Building a road or parking lot in Newmarket means accounting for what happens underground when winter finally breaks. The Holland Marsh influence and the town's silty-clay tills create subgrade conditions that soften dramatically during the spring melt, and a pavement designed on dry-strength numbers will rut within two seasons. That is exactly why a laboratory CBR test run under soaked conditions matters here. We compact remolded samples at target density and submerge them for 96 hours before penetrating, giving you a California Bearing Ratio value that reflects the worst-case scenario your pavement will actually face.

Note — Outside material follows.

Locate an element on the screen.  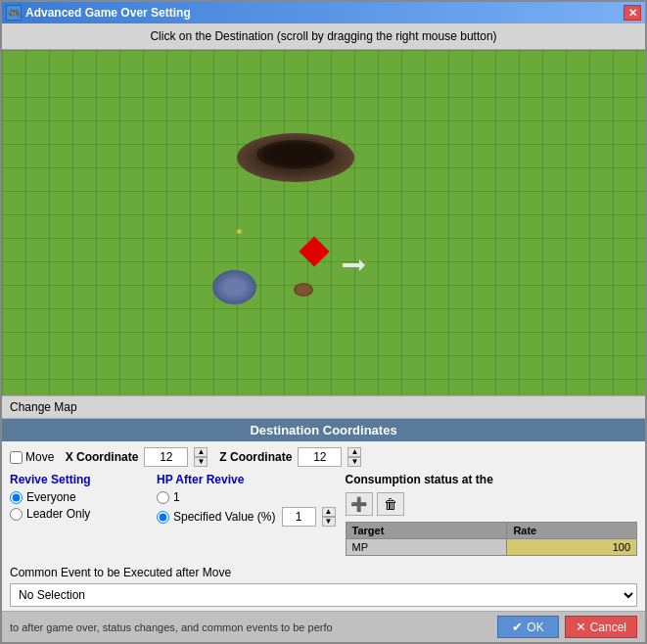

For subgrades near the East Holland River or in the newer developments west of Yonge Street, this soaked CBR number becomes the backbone of the granular base and asphalt thickness design, and skipping it means gambling with a repair bill that dwarfs the cost of a proper Proctor test and CBR combo before the first truck rolls.

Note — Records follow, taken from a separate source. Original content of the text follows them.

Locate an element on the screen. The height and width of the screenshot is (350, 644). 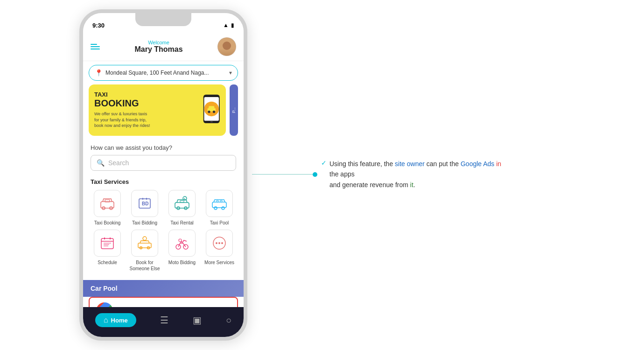
user-name: Mary Thomas is located at coordinates (159, 49).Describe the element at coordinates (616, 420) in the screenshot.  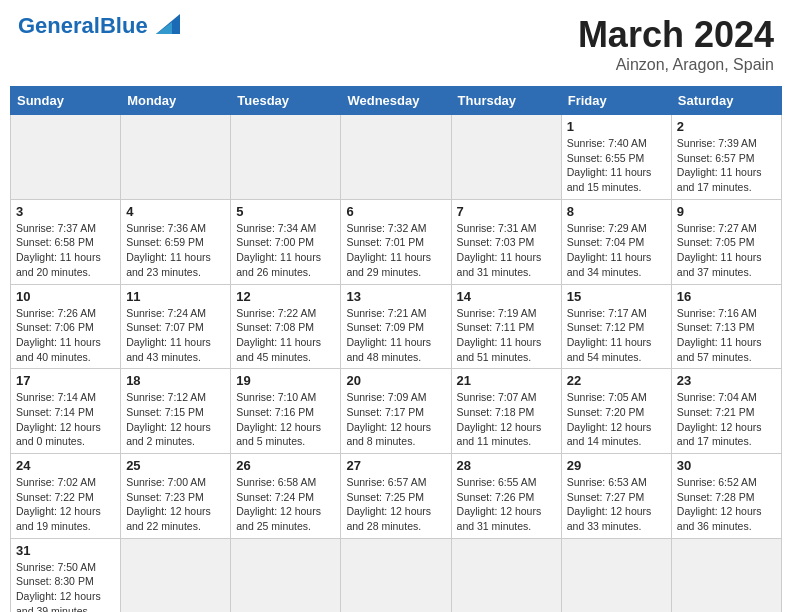
I see `day-info: Sunrise: 7:05 AM Sunset: 7:20 PM Dayligh…` at that location.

A soaked CBR value is not a number on a report; it is your pavement's performance during the first spring breakup after construction.
Methodology and scope
Local considerations
Newmarket's surficial geology maps show a mix of Halton Till and glaciolacustrine deposits draped over the Oak Ridges Moraine complex, and that means CBR values can swing from 2% in a wet clay pocket to over 15% in a dense sandy till within the same site. The risk is not just low strength; it is variability. A pavement section designed on one optimistic CBR number will develop longitudinal cracking and edge failure where the subgrade changes, and those repairs hit the maintenance budget hard within the first five years. We see this pattern repeatedly in commercial developments along Harry Walker Parkway, where cut-and-fill transitions create differential subgrade stiffness. Running CBR tests on samples from each distinct soil unit, not just one composite, gives the pavement designer the information to either vary the granular base thickness or stabilize the weaker zones before paving. The cost of an extra CBR point is trivial next to a premature overlay cycle.
Applicable standards
ASTM D1883-21: Standard Test Method for California Bearing Ratio (CBR) of Laboratory-Compacted Soils, ASTM D698-12: Standard Test Methods for Laboratory Compaction Characteristics of Soil Using Standard Effort, Ontario Provincial Standard Specification OPSS 1010: Material Specification for Aggregates – Base, Subbase, Select Subgrade, and Backfill Material
Associated technical services
Soaked CBR per ASTM D1883
Three-point remolded CBR with 96-hour soak, swell measurement, and penetration resistance at 0.1 in and 0.2 in. We match the compaction effort to your project specification, whether Modified or Standard Proctor, and report CBR values corrected for stress-penetration curve shape per the standard.
CBR plus Proctor and gradation package
A bundled test sequence that starts with a standard Proctor to establish optimum moisture and maximum dry density, runs the CBR at three moisture points bracketing optimum, and wraps with a washed sieve analysis to classify the subgrade per the Ontario Provincial Standard Specifications. One sample submission, all the data your pavement designer needs.
Typical parameters
Frequently asked questions
How much does a laboratory CBR test cost in Newmarket?
A standard soaked CBR test with three-point compaction (three specimens) typically runs between CA$180 and CA$270 per point, depending on whether the Proctor is included or already established. Most Newmarket projects need two to three CBR points to cover the site variability, and we can quote a package price once we see the borehole logs or test pit locations.
Why is a soaked CBR value so important for Newmarket pavements?
Newmarket sits on glacial till and glaciolacustrine silts that hold moisture through the winter freeze. When the ground thaws in March and April, the subgrade can reach near-saturated conditions right when construction traffic starts moving. A soaked CBR test replicates that worst-case saturation over a 96-hour submersion period, so your pavement design uses a strength value that represents spring breakup, not the dry summer conditions when the soil looks deceptively strong.
How long does it take to get CBR results from your lab?
The full soaked CBR procedure requires 96 hours of submersion plus compaction and penetration testing time, so standard turnaround is five to seven business days from sample receipt. We can accommodate rush requests for time-sensitive projects, but the soak period is fixed by ASTM D1883 and cannot be shortened without compromising the result. We recommend sampling early in the investigation phase so the CBR data is ready when the pavement designer needs it.